China Mulls Super Powerful Rocket Engine

A new super-powerful engine is being considered by Chinese engineers for the next generation of space rockets, according to officials.

Li Tongyu, general manager of marketing at the China Academy of Launch Vehicle Technology (CALT), told BBC News that engineers are currently analyzing a rocket engine with the thrust of 600 metric tons, burning an extremely potent liquid oxygen propellant.

If the development is a success, it would increase the country’s space capabilities exponentially.

Long March-5, China’s current most powerful rocket being developed, would have engine with 120 metric tons of thrust.

“Rockets (with 600-metric-ton thrust engines) would only be justified for things like sending humans to the Moon, if such projects are approved,” Tongyu told BBC News.

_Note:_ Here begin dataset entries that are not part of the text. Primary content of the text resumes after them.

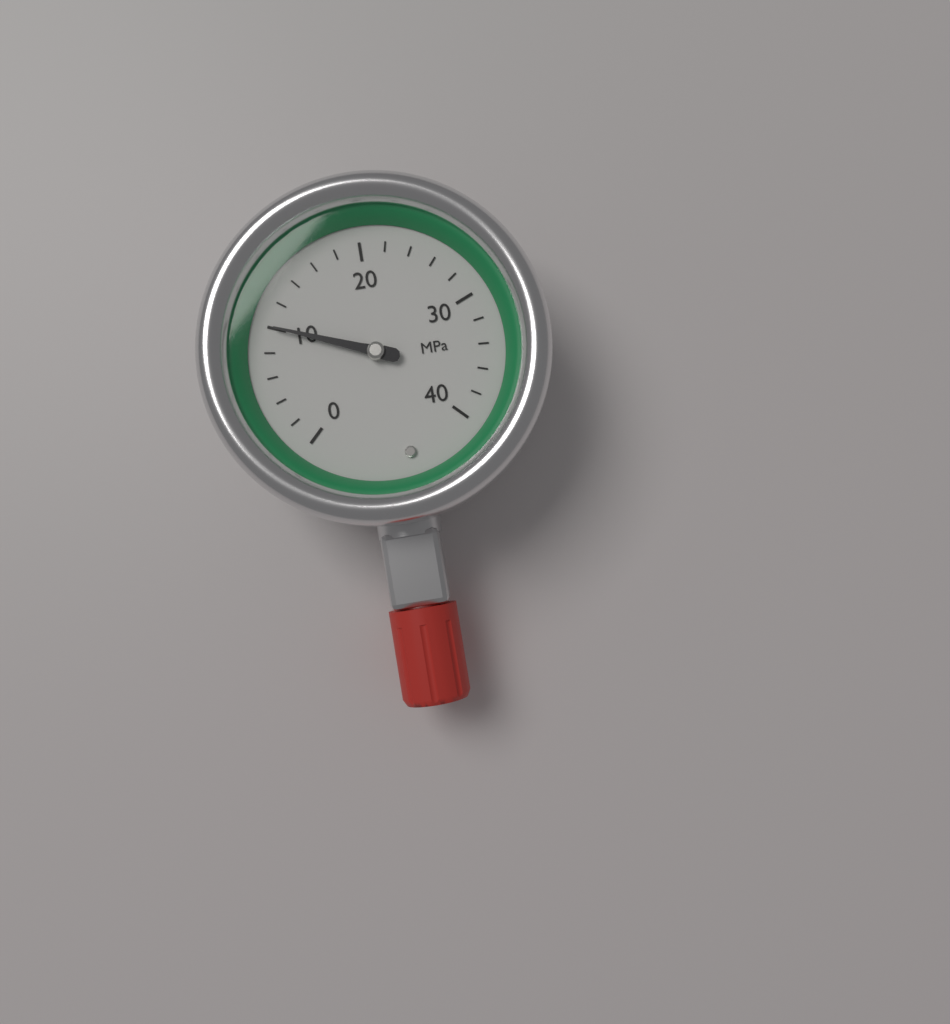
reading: 10 MPa
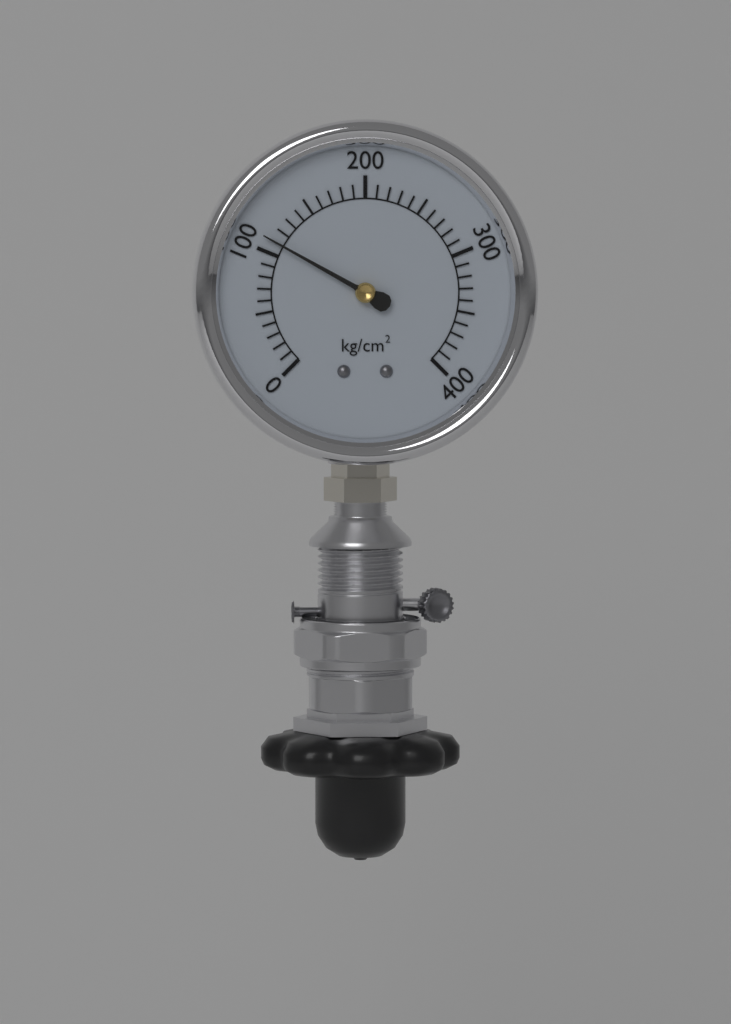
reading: 110 kg/cm²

The official China Daily newspaper disclosed in March that CALT was studying a super-heavy launch vehicle, which could be used to launch lunar expeditions. CALT vice-president Liang Xiaohong was quoted by the paper as saying that a total lift-off of the future launcher would be 3,000 metric tons.

To produce such thrust, the first stage of the proposed rocket would need five 600-metric-ton engines, most likely distributed between one central engine and four boosters. The rocket would be similar to architecture adopted for the Long March-5 rocket, but on a much grander scale.

The development of the Long March-5 rocket is proceeding well toward its first test launch, currently expected in 2014, Tongyu said.

The vehicle’s first stage engine had already amassed more than 10,000 seconds of firing during testing — an important marker on the way to its certification for real missions. A full-scale prototype of the Long March 5 rocket would be ready for testing by 2012 and a year later, test firing of fully assembled rocket stages would be conducted.

When operational, Long March-5 is expected to deliver up to 25 metric tons of payload, including space station modules to the low Earth orbit, and up to 14 metric tons to the so called geostationary transfer orbit, where most communications satellites are released after launch.

The rockets are expected to be built in new facilities near the Chinese capital of Beijing. The rocket stages would then be shipped to the launch site in southern China, where it would take advantage of the Earth rotation to maximize its cargo capabilities.

Along with Earth-orbiting satellites, the Long March-5 is expected to carry Chinese spacecraft into deep space, including unmanned missions to return soil samples from the Moon.

* Measurements used in this article are calculated in metric tons. US ton measurements are slightly greater. (1 metric ton = 1.1 US tons).